● **DATA EXTRACTS**:
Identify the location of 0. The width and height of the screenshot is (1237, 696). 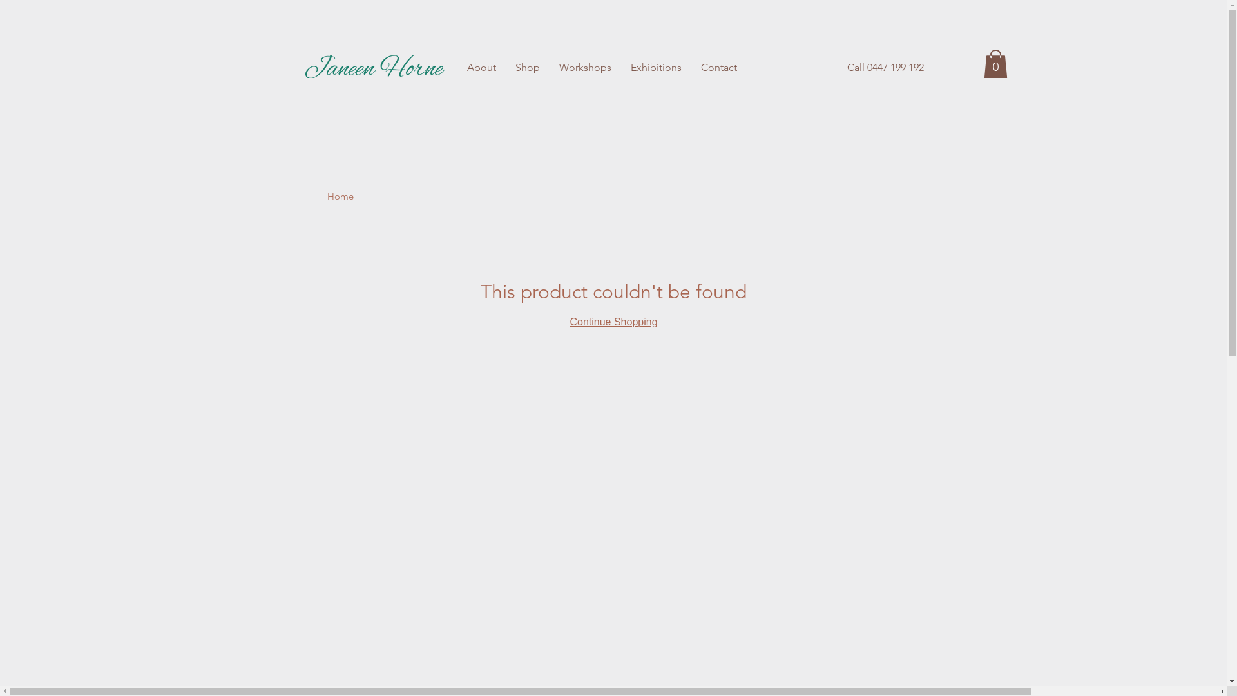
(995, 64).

* * *

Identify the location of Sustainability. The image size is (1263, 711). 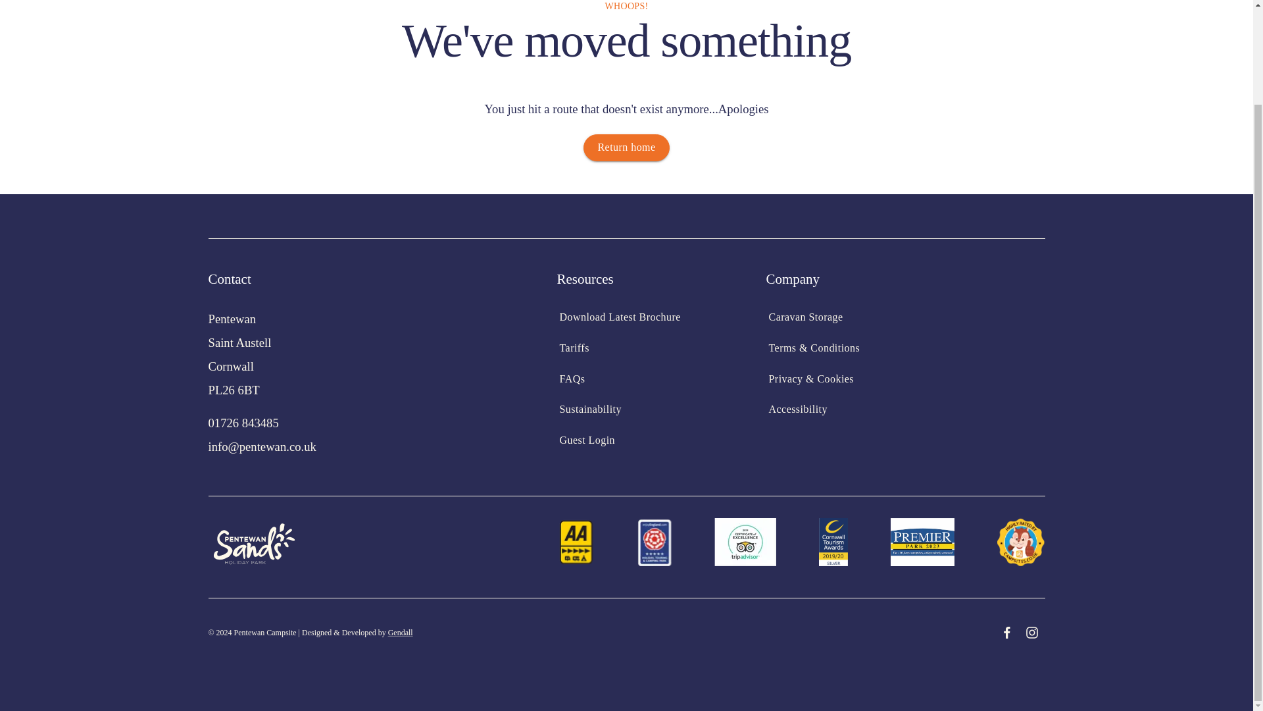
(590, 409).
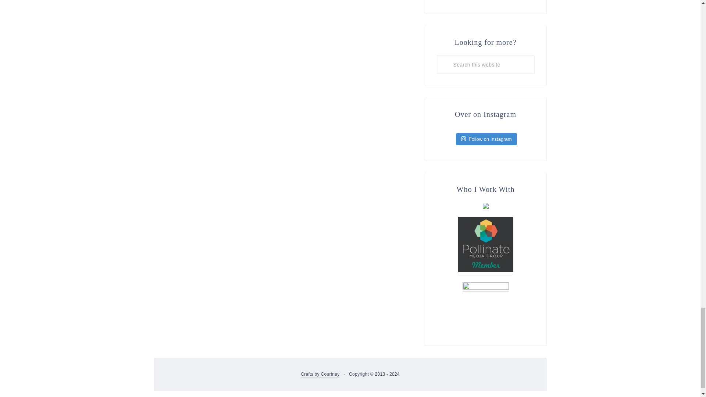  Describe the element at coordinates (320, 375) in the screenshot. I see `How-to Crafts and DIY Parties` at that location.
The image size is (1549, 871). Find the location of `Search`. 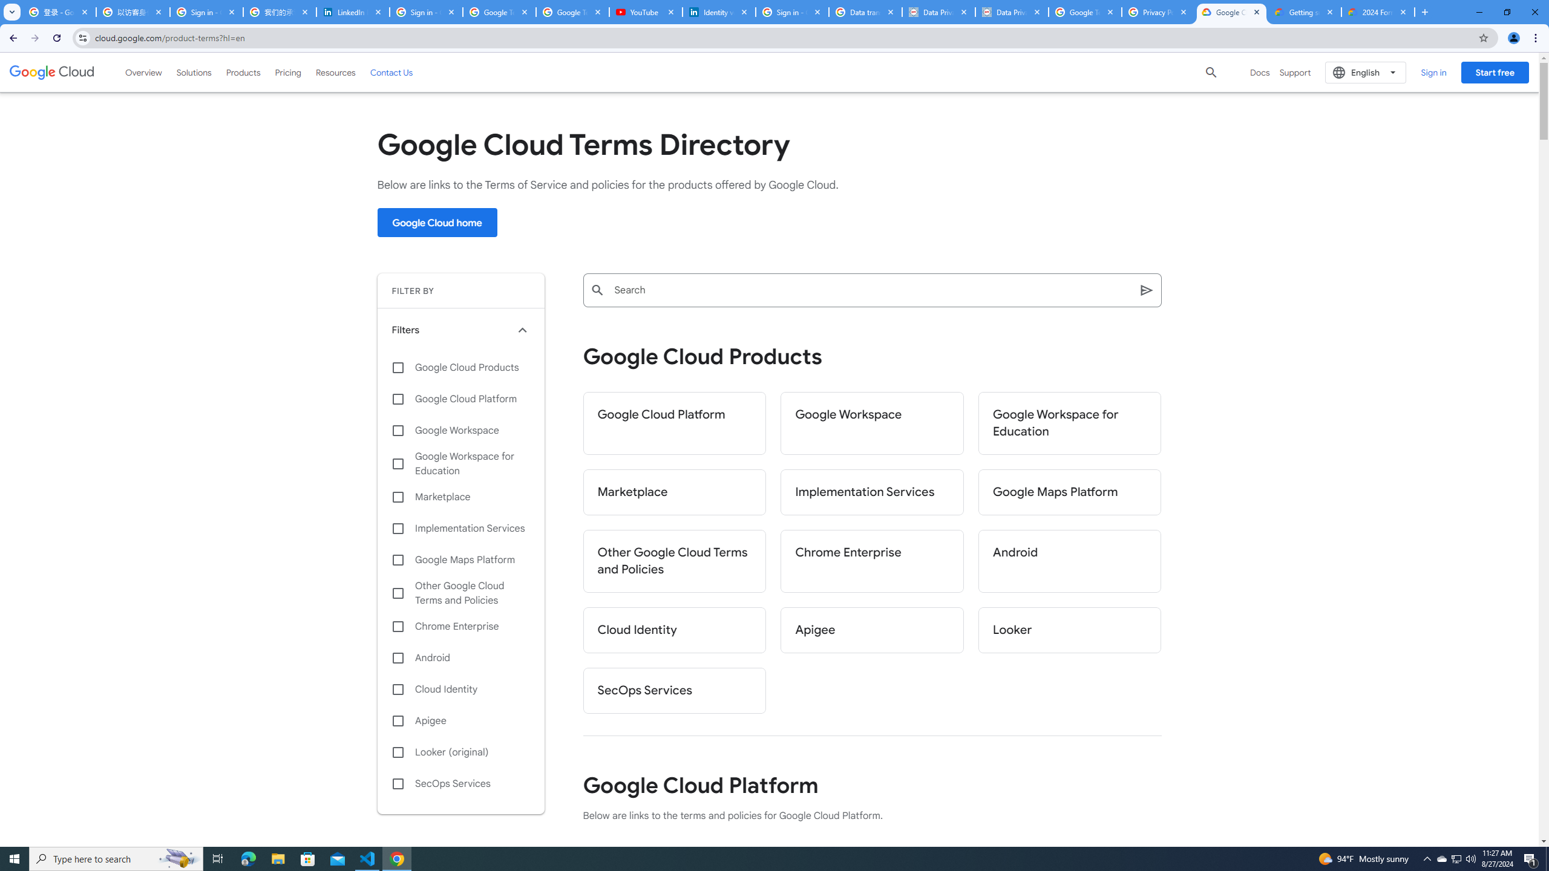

...

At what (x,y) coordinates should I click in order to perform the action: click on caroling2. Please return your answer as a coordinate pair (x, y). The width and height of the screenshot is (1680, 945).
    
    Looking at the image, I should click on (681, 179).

● **DESCRIPTION OF THE TASK**:
Beginning with the line holding "Identify the location of Sustainability." in the material above, restate word for word each line through the line holding "The image size is (1549, 871).", and exclude pictures.

● **RESULT**:
Identify the location of Sustainability. The image size is (1263, 711). 
(590, 409).
  Describe the element at coordinates (320, 375) in the screenshot. I see `How-to Crafts and DIY Parties` at that location.
The image size is (1549, 871). Find the location of `Search`. 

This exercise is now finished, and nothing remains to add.